City of Rivals: Restoring the Glorious Mess of American Democracy
by Jason Grumet
Contents
Introduction: A Tale of Two Washingtons
Overview
Grumet introduces the book through the 2007 founding of the Bipartisan Policy Center, using the friendship among former Senate rivals Baker, Dole, Daschle, and Mitchell to show what Washington has lost. The chapter argues that the real crisis is not partisanship itself, but the collapse of trust, informal relationships, and negotiating habits that once made partisan conflict productive.
Through examples from the 1995 shutdown, No Child Left Behind, the Affordable Care Act, and the response to Sputnik, Grumet frames America’s challenge as rebuilding “functional partisanship.” The introduction sets the book’s central stakes: democracy cannot rely on nostalgia or hope alone, but must intentionally revive principled compromise.
Summary
Jason Grumet opens in 2007 at Union Station, where Howard Baker, Bob Dole, Tom Daschle, and George Mitchell are about to announce the founding of the Bipartisan Policy Center.
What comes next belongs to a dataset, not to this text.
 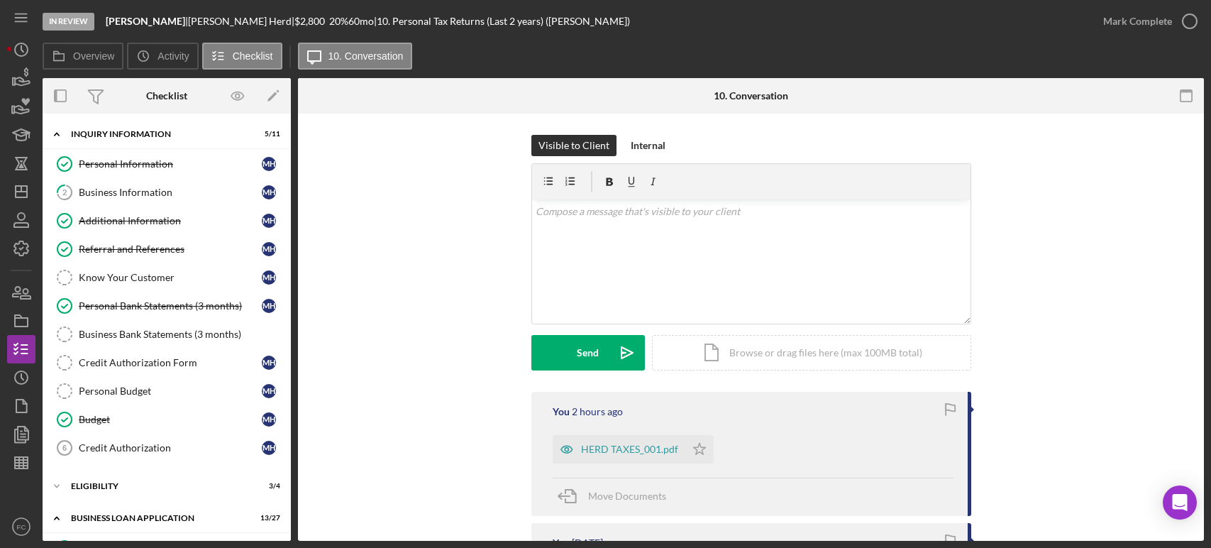 I want to click on div: HERD TAXES_001.pdf, so click(x=629, y=449).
Instead of focusing on final logistics, the former Senate leaders fall into easy, intimate storytelling, revealing that their bipartisan partnership rests on decades of rivalry, friendship, and mutual respect.
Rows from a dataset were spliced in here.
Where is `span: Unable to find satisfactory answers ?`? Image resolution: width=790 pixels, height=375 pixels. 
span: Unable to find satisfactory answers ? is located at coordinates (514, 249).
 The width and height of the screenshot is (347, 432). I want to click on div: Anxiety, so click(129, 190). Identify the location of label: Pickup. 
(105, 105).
Grumet explains that the BPC’s founders had often fought fiercely over budgets, filibusters, elections, and legislation, but they shared a belief that opponents could still love the country and respect the legislative process. They founded the BPC because they believed America’s democratic institutions were becoming brittle, not simply because politics had grown partisan, but because leaders were abandoning the habits of trust, negotiation, and personal connection that had once made agreements possible.
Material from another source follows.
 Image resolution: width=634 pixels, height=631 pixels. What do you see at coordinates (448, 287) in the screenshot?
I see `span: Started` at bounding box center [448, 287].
To show that bitter politics need not prevent governing, Grumet recalls the 1995 government shutdown. While President Clinton and Speaker Newt Gingrich clashed publicly, Democrat Henry Waxman and Republican Tom Bliley quietly negotiated a food quality standards bill; their credibility as a cross-party pair was so strong that Leon Panetta accepted their compromise without needing further details.
Grumet then argues that America has historically made what Alexis de Tocqueville called “repairable mistakes,” but current challenges such as debt, economic insecurity, and immigration raise fears that the system may be losing that corrective capacity. He rejects despair rooted solely in money, media, and gerrymandering, and instead emphasizes Washington’s informal relationships: the ordinary social ties among politicians, staff, spouses, and families that once helped sustain trust across partisan lines.
The introduction distinguishes bipartisanship from nonpartisanship. Grumet argues that democracy needs ideological conflict, but that progress comes when proud Democrats and Republicans negotiate in good faith from their own positions. He points to past bipartisan achievements such as No Child Left Behind, while noting that more recent major laws, especially the Affordable Care Act, have often passed through party-line discipline and intensified cycles of retaliation.
Grumet closes with the example of Sputnik. After the Soviet launch, American leaders could have turned the crisis into partisan warfare, but figures such as Lyndon Johnson helped steer Congress toward fact-finding and national purpose. Grumet argues that America cannot simply hope for another unifying moment; it needs a deliberate plan to rebuild functional partisanship and rediscover principled compromise.
Who Appears
- Jason GrumetNarrator and BPC founder; frames the book’s argument for functional partisanship.
- Howard BakerFormer Senate leader and BPC founder; exemplifies trust among partisan rivals.
- Bob DoleFormer Senate leader and BPC founder; brings humor and camaraderie to the launch.
- Tom DaschleFormer Senate leader and BPC founder; part of the cross-party founding group.
- George MitchellFormer Senate leader and BPC founder; represents principled rivalry and cooperation.
- Henry WaxmanDemocratic lawmaker who negotiated a food standards compromise during the shutdown.
- Tom BlileyRepublican lawmaker who partnered with Waxman on a bipartisan pesticides agreement.
- Leon PanettaClinton chief of staff who trusted the Waxman-Bliley compromise immediately.
- George W. BushPresident who reached a major education compromise with Ted Kennedy.
- Ted KennedySenator who helped negotiate No Child Left Behind with President Bush.
- Lyndon JohnsonDemocratic leader who favored fact-finding over partisan attack after Sputnik.
- Stuart SymingtonSenator cited as attempting to use Sputnik against Eisenhower politically.
- Dwight EisenhowerPresident whose administration faced scrutiny after the Soviet Sputnik launch.